“Why is everyone trying to turn me into a whore lately?”
Colt looks me up and down. “Because you’re hot and you’d make lots of money for them?”
I roll my eyes. “Don’t flirt. I’ve seen what relationships do to a girl, and I’m not going down that path.”
“Relationships?” Colt asks, cocking a brow. “Who said anything about a relationship? I was talking about pimping you out. Sure, I’d sample the goods first, have a little taste of that sweet ass, but my only relationship would be as your… Booking agent.”
I laugh and shove his shoulder, feeling lighter than I have in weeks. “I knew you came up with terrible names for us, but I didn’t know you were equally terrible with words.
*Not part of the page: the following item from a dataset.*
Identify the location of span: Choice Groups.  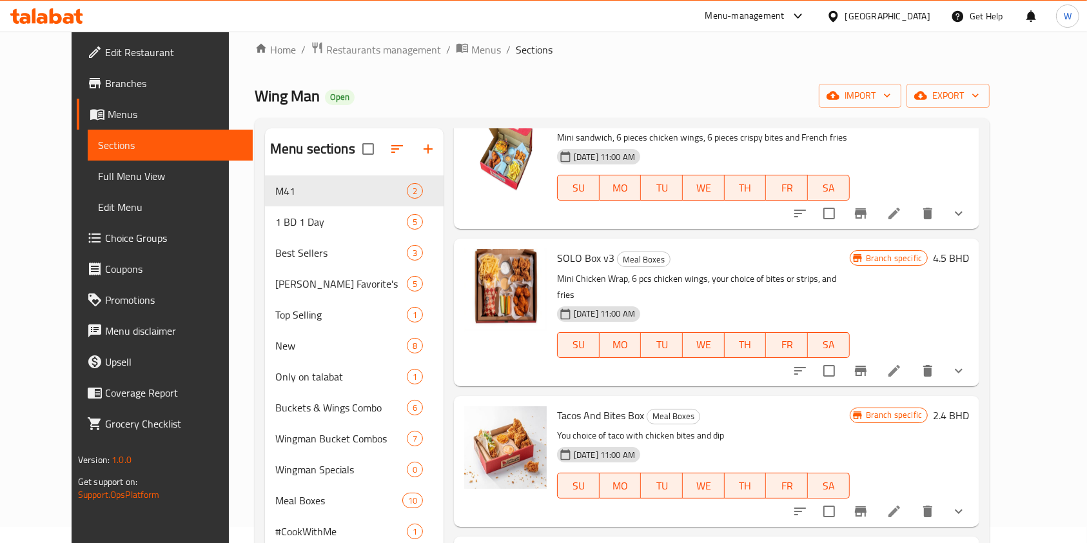
(174, 238).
Never try your hand at poetry, that’s for damn sure.”
“Sadly, you’ll never get to see my poetic brilliance,” he says, shaking his head. “I took comp last year.”
“What year are you, anyway?” I ask.
Colt tips back his head, tilts the chip back upside down, and lets the crumbs cascade into his mouth. He chews before answering. “Senior.”
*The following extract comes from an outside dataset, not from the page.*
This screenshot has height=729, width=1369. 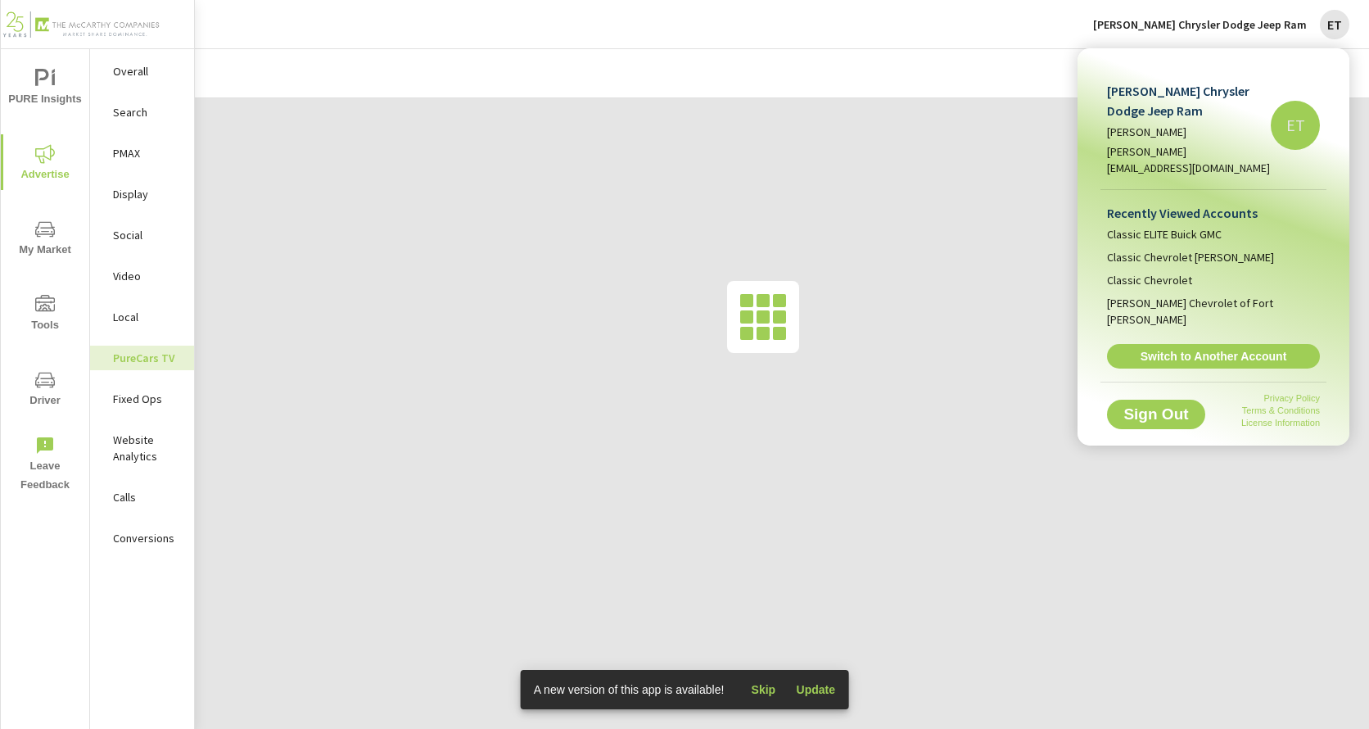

“Lucky,” I say. “I’m a junior. Two more years of this hell. I knew the work would be hard and everyone would be snobs, but I didn’t know there would be guys like the Dolces.”
Colt grimaces and crumples the chips bag, tossing it back into the paper bag from his lunch. “You smoke squares?”
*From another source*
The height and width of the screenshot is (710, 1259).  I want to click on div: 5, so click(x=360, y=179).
I shrug. “I’ll share, if you have extra. And again, I’ll pay you back.”
He shakes his head. “Don’t worry about it.”
“Oh my god,” I say slowly, pulling back to look at him. “I thought you must be a scholarship kid like me, but you’re not, are you?”
He gives me a big, smug grin. “Nope.”
“Ugh, is that why you go here? You’re one of the rich, entitled assholes?”
“I used to be,” he says with a shrug, still smiling. “Now I’m just rich.”
“And not an asshole?” I ask. “I’m not convinced.”
“Aw, and here I thought we could be friends,” he says. “I shouldn’t have told you.”
“I would have found out and been pissed, not just disappointed,” I say. “Besides, I don’t do friends.”
“No friends, no relationships,” he says, nodding. “Just no strings sex. I like that.”
“No relationships of any kind,” I say. “Friendship or romantic. Sorry.”
“What about a business relationship?” he says, pointing to his chest with his good hand. “Booking agent, remember?”
I notice that he slides his left hand into his pocket whenever he’s not using it, but I don’t know if he’s hiding it unconsciously or by habit, if he’s doing it because he thinks other people will be uncomfortable with it or because he is.
“We’ll see,” I say with an easy smile back at him as I turn and walk away. I can feel his eyes on me, and I don’t even mind. It’s nice to be appreciated, even if I don’t want anything but an occasional smoke under the bleachers.
I cross the field and push open the doors to the school, only to run smack into Royal Dolce’s stone chest. Talk about being dunked in the ice water of reality. Colt was a nice escape, but now it’s back to this shit. My heart takes off in my chest, and I try to push past Royal, but he grabs my arm, his dark eyes boring into mine.
“Stay away from that guy,” he says, his words clipped and deliberate.
“Excuse me?” I ask indignantly. The first time I’ve even come close to making a real friend, or even talking to someone who knows the tiniest fraction of my life, and he’s trying to fuck it up?
“You don’t know who he is,” Royal says, glaring out through the glass door.
“Trust me, I’m well aware. I’ve known Colt for years.”
“If you knew who he was, you’d stay away from him,” he snaps.